Wednesday, October 25, 2006

Right to Clone

H&R features a bizarre GOP ad wherein it is claimed, inter alia, that the law on stem cell research contains a loophole that makes cloning a constitutional right: (http://www.reason.com/hitandrun/2006/10/wheres_tina_yot.shtml#016197).

I am pretty sure that the legislature doesn’t have the authority to make constitutional rights or to diminish them, although that has never stopped them from doing so. We already have a recognized constitutional right to reproduce, and I don’t see why that wouldn’t extend to reproduction by cloning. It is really nobody’s business but my own if I decide to clone myself. What would be so bad about another Vache Folle running around, except this time with meaningful guidance and a chance to get it right?

And I ought to be able to do as I please with the blob of cells that results from putting my DNA into an egg until that blob becomes a person, provided that I obtained title to the egg. I don’t have any eggs, being male, but if I did, I should be able to sell them or give them away without let or hindrance from anyone, especially Patricia Heaton. Mind your own business, crazy actress lady.

This would apply equally to cells that result from the ordinary union of egg and sperm. Until a person comes into being, those cells should be available for any use by their owners. If I want to run a blastocyst farm for fun and profit, I should be able to do so. Those cells in petrie dishes are never going to become persons, so nobody is harmed and government has no legitimate interest in what I do with them, unless I throw them at passers by or some such thing.

Those frozen embryos in fertility clinics? They’ll never be people, either, so why not put them to some good use?

My carpool buddy claims that blastocysts are potential people and that potential people have the same rights as actual people. This strikes me as ridiculous. If I take a blastocyst and implant it in a womb and all goes well, a person may emerge. If I have intercourse with a fertile woman and ejaculate and the sperm fertilizes an egg which becomes implanted and all goes well, a person may emerge. Does that mean my sperm was a potential person with rights? If so, I am a mass murderer. If I ingest food, some of it may be used by my body in the production of sperm which… yadda yadda yadda… a person may emerge. Does that make my supper a potential person with rights?

I don’t think my carpool buddy really believes that potential people have the same rights as actual people. He doesn’t regard his small children as having full civil rights, and he bosses them around all the time rather than treating them as equals. He is OK with age restrictions on booze, tobacco and porn. He does not, however, condone killing or tormenting children, and, in fairness, I suppose he is mainly concerned with the right not to be killed or tortured. Why he reckons a blob of cells in a petrie dish qualifies for such rights is beyond me.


Retype the whole listing exactly. Leave out pictures.

** RECORDS FOR THIS EXERCISE follows **

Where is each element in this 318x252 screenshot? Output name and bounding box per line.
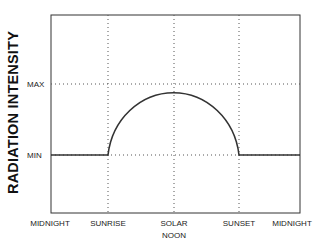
plot-frame <box>51 15 300 213</box>
y-tick-min: MIN <box>27 151 42 160</box>
y-axis-label: RADIATION INTENSITY <box>5 31 21 194</box>
x-tick-noon: NOON <box>144 230 204 241</box>
x-tick-midnight-end: MIDNIGHT <box>262 218 318 229</box>
grid-lines <box>51 15 300 213</box>
radiation-chart <box>0 0 318 252</box>
intensity-curve <box>51 93 300 155</box>
y-tick-max: MAX <box>27 80 44 89</box>
x-tick-solar: SOLAR <box>144 218 204 229</box>
x-tick-sunrise: SUNRISE <box>78 218 138 229</box>
x-tick-midnight-start: MIDNIGHT <box>20 218 80 229</box>
x-tick-sunset: SUNSET <box>209 218 269 229</box>
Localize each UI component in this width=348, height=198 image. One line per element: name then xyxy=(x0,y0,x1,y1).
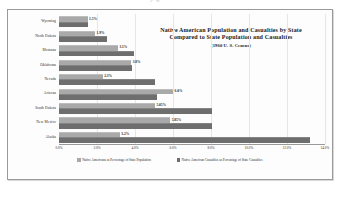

** End of RECORDS FOR THIS EXERCISE **

**RESPONSE FOR THIS EXERCISE**.
Where is each element in this 318x252 screenshot? Output name and bounding box per line.
plot-frame <box>51 15 300 213</box>
y-tick-min: MIN <box>27 151 42 160</box>
y-axis-label: RADIATION INTENSITY <box>5 31 21 194</box>
x-tick-noon: NOON <box>144 230 204 241</box>
x-tick-midnight-end: MIDNIGHT <box>262 218 318 229</box>
grid-lines <box>51 15 300 213</box>
radiation-chart <box>0 0 318 252</box>
intensity-curve <box>51 93 300 155</box>
y-tick-max: MAX <box>27 80 44 89</box>
x-tick-solar: SOLAR <box>144 218 204 229</box>
x-tick-sunrise: SUNRISE <box>78 218 138 229</box>
x-tick-midnight-start: MIDNIGHT <box>20 218 80 229</box>
x-tick-sunset: SUNSET <box>209 218 269 229</box>
Localize each UI component in this width=348, height=198 image. One line per element: name then xyxy=(x0,y0,x1,y1).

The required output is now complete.